I love spring cleaning, any kind of cleaning, really. Whenever I have a bad writing day, or I’m not sure what’s going to happen next in a scene, out come the yellow rubber gloves, Windex, and Clorox.
The thing is, I know exactly what is going to happen if I scrub the kitchen counters and meticulously vacuum and mop the floors. They are going to sparkle and shine, like it says in those 1960s Hoover advertisements. Plus, cleaning is the perfect distraction from writing and re-writing a scene that could end up being absolute trash. And I’ve managed to rationalize it as a perfectly reasonable alternative to actually working. I’m still being “productive.” I’m outlining in my head. I’m thinking through dialogue. I need a break to digest what I’ve written. Lies. All lies. I am procrastinating.
And the thing about cleaning is that everything just ends up getting dirty again. If you like to dust and organize as much as I do, you can find dirt to wipe up anywhere — at any time, like on a Saturday afternoon when I should be writing, finishing my thesis, and catching up on Publisher’s Marketplace. Or at 3:00 a.m., when I should be sleeping. In fact, cleaning has become the very bad habit I have to give up, because my shirts don’t need to be folded or color-coordinated again. But as I edit the final scenes of my manuscript and get started on the next one, I can’t seem to stop myself from rearranging everything around me.
The problem is I’m cleaning the wrong thing, and I know it, even as I take the Scrubbing Bubbles out from under the kitchen sink.

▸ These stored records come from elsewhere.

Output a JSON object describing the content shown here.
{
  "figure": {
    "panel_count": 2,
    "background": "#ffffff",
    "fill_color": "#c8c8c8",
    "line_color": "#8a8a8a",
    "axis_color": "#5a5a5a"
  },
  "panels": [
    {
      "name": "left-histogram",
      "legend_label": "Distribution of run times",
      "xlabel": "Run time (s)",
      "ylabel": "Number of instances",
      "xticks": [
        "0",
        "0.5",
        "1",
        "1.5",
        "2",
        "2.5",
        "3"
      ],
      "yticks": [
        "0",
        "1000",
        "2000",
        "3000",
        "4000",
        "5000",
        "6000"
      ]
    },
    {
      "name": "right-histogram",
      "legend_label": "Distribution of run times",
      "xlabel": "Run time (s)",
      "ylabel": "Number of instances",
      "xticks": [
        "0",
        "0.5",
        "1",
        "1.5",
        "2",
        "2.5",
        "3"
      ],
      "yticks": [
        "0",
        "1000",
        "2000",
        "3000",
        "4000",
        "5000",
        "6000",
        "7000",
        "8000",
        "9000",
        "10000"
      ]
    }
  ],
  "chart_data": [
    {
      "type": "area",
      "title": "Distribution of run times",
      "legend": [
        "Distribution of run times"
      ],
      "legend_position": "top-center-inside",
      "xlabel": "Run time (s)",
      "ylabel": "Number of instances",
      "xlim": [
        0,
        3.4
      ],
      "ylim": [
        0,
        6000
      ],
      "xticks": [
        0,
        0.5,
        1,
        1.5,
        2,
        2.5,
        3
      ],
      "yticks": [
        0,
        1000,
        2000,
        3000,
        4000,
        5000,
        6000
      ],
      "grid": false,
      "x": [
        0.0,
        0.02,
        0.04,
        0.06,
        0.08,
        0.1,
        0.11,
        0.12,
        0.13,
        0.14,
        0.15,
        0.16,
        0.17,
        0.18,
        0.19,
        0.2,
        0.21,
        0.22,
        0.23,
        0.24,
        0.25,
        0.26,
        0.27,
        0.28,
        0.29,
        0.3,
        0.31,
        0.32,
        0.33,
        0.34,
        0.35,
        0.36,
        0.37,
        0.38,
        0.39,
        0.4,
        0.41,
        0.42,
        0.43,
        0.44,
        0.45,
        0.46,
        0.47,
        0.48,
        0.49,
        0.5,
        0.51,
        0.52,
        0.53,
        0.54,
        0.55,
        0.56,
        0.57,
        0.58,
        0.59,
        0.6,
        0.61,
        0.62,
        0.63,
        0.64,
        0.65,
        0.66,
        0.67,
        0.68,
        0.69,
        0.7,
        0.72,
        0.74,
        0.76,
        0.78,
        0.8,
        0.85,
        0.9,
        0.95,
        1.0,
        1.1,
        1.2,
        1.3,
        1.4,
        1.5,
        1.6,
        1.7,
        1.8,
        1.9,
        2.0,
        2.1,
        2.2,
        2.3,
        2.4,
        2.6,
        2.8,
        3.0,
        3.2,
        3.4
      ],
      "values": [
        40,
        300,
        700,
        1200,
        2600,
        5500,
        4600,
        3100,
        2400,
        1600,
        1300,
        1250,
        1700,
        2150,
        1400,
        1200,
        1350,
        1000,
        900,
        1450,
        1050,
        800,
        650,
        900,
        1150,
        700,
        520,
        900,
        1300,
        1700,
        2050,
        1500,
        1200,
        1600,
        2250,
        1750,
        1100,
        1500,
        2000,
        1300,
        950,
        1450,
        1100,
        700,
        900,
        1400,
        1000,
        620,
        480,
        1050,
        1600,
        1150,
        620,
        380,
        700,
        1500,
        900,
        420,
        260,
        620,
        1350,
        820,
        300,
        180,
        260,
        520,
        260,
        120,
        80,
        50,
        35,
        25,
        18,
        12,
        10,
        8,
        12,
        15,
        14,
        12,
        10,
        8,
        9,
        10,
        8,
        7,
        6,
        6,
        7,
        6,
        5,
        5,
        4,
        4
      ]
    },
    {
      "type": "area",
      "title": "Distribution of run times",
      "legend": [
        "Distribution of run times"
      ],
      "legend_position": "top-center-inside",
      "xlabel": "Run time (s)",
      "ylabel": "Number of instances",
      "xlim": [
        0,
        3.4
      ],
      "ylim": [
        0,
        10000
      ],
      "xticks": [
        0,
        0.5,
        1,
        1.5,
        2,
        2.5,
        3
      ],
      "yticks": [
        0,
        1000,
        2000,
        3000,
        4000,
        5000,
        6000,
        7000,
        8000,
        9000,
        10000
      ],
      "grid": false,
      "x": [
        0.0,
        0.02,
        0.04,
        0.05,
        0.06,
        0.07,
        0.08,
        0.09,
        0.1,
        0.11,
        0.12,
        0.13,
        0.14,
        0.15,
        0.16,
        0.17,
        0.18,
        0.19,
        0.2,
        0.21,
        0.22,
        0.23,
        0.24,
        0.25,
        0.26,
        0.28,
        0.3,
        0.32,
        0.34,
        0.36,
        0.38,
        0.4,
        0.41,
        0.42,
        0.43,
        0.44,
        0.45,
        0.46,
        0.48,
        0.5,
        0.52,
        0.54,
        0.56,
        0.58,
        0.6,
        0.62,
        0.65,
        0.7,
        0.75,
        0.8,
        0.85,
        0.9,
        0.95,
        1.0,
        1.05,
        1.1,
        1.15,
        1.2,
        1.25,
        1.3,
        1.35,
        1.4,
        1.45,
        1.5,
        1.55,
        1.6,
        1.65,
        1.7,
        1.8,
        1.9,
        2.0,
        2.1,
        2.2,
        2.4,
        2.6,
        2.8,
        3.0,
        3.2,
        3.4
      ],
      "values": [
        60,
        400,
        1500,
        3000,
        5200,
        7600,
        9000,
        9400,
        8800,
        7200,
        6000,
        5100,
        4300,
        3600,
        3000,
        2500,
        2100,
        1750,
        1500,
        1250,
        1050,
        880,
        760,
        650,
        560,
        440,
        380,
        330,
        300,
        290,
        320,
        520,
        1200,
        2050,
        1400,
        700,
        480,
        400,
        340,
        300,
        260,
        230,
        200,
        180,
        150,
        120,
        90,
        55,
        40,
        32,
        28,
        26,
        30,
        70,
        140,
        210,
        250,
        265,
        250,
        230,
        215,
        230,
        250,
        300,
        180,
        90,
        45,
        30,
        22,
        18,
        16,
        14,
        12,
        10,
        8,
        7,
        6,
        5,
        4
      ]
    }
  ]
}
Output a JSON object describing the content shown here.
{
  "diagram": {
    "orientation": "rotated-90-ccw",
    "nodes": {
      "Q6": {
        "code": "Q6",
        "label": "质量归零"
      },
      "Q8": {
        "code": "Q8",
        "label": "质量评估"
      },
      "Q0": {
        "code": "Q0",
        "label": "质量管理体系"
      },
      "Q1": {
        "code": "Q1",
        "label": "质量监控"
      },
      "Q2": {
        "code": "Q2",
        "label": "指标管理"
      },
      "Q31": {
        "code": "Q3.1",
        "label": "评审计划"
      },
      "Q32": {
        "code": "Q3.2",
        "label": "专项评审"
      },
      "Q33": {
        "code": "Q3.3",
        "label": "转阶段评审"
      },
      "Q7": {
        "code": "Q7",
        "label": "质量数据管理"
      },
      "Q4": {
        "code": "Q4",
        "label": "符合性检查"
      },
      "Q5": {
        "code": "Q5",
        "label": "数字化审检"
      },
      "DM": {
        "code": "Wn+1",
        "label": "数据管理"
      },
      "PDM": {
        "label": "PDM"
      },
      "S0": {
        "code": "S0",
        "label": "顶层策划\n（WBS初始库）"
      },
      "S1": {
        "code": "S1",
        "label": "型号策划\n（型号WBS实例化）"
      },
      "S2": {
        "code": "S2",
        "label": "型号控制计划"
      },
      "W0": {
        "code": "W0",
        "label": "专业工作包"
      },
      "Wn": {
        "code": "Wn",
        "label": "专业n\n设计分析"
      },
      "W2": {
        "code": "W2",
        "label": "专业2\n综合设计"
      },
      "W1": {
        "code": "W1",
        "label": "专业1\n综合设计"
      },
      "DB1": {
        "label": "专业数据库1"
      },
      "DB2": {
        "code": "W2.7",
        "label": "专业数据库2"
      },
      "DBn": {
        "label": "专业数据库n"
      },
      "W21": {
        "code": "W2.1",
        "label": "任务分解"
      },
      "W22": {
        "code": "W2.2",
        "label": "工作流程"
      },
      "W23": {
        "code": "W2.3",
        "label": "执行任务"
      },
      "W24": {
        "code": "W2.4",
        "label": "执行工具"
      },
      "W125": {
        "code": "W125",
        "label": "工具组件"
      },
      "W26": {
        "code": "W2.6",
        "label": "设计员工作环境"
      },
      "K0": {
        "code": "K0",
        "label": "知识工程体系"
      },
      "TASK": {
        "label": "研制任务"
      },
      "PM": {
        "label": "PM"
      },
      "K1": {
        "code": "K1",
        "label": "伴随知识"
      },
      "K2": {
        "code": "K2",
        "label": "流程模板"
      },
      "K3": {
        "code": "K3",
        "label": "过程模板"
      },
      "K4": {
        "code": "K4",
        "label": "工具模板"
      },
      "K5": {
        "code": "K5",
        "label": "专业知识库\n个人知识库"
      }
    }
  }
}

What I need to do is de-clutter my life. I have to clear out space in my mind and make more room to think about my books. So this morning, I woke up early and worked out, for the first time in longer than I’m willing to admit, even to myself. I had time alone, away from my Swifer Wet Jet, to think and brainstorm and not worry about anything except my characters. I got to go somewhere else, a land I invented where there is no such thing as dust.